It’s amazing to me how the truth of the Scriptures continually ‘open’ with each passing year of one’s pilgrimage in this life.  Once again today, I ‘heard’ a new ‘reality’ of God’s Kingdom while reading the Gospel.  Jesus shares another parable of the Kingdom of heaven with us: “The Kingdom of heaven may be likened to a king who gave a wedding feast for his son.”

A key element of the Kingdom involves invitation.  God continually invites us into a loving relationship, a life-giving union with himself.  This is another way of saying that God desires this union with every human person.  I also like the element of the ‘wedding feast’ in today’s Kingdom parable.  Indeed, our union with God draws us into the banquet of life – a banquet that alone suffices to truly fulfill the deepest longings of the human person – a banquet that satisfies like no other worldly pursuit.
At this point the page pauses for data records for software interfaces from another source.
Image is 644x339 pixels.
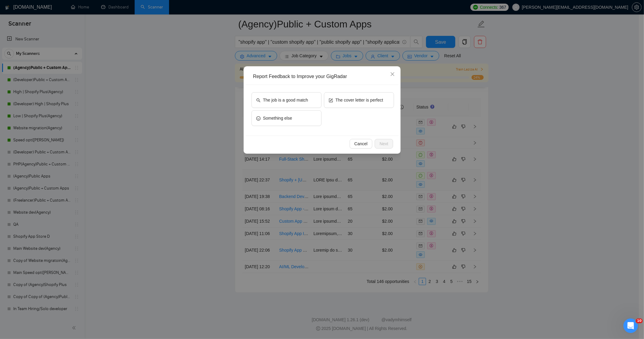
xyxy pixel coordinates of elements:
span: search [256,98,260,102]
span: close [390,72,395,77]
button: searchThe job is a good match [252,92,321,108]
button: Cancel [350,139,372,148]
iframe: Intercom live chat [624,319,638,333]
span: Something else [263,115,292,122]
span: 10 [636,319,643,324]
span: form [329,98,333,102]
span: smile [256,116,260,120]
button: Next [375,139,393,148]
button: Close [384,67,401,83]
button: formThe cover letter is perfect [324,92,394,108]
button: smileSomething else [252,110,321,126]
span: The cover letter is perfect [336,97,383,104]
span: Cancel [354,141,368,147]
span: The job is a good match [263,97,308,104]
div: Report Feedback to Improve your GigRadar [253,73,395,80]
The new insight gained with today’s Kingdom parable has to do with the reality of ‘resistance’ that is a part of embracing and expanding God’s Kingdom.  Notice how those invited to the ‘banquet’ refuse the invitation.  Some ignored the invitation while others even use violence against the ‘messengers’ to the point of killing some of them.

How often do we allow ourselves to think: “It should not be so difficult to lead a holy life.  Why is it so hard for me to be faithful to God? to love God?”  Today’s parable of the Kingdom indicates that resistance is something inherent in both the individual person’s efforts to respond to God’s invitation to a communion of love and in the world’s openness to the advance of God’s Kingdom.

This inherent ‘resistance’ is simply our participation in the ‘fallen nature’ of our human condition.  We want to think that ‘love should be easy,’ when in reality, it requires regular perseverance, personal sacrifice, fierce fidelity.  Jesus Christ is the model of such love and fidelity, and his love reveals also the painful reality of the struggle true love entails.

So, let us be renewed this day by God’s Word and the Banquet of the Eucharist.  Let our own discipleship be ‘braced’ with the reality of resistance, and forged with the greater reality of love.

For God has sprinkled us with clean water, cleansed us of our impurities; He has given us a new heart and a new spirit, that we may live by his statutes.  He has claimed us as His children, that He may be our God. (Ezekiel 36:23-28)

In other words, God gives us all we need to overcome our resistance to His love.  He has given us His Son and the fullness of His Spirit.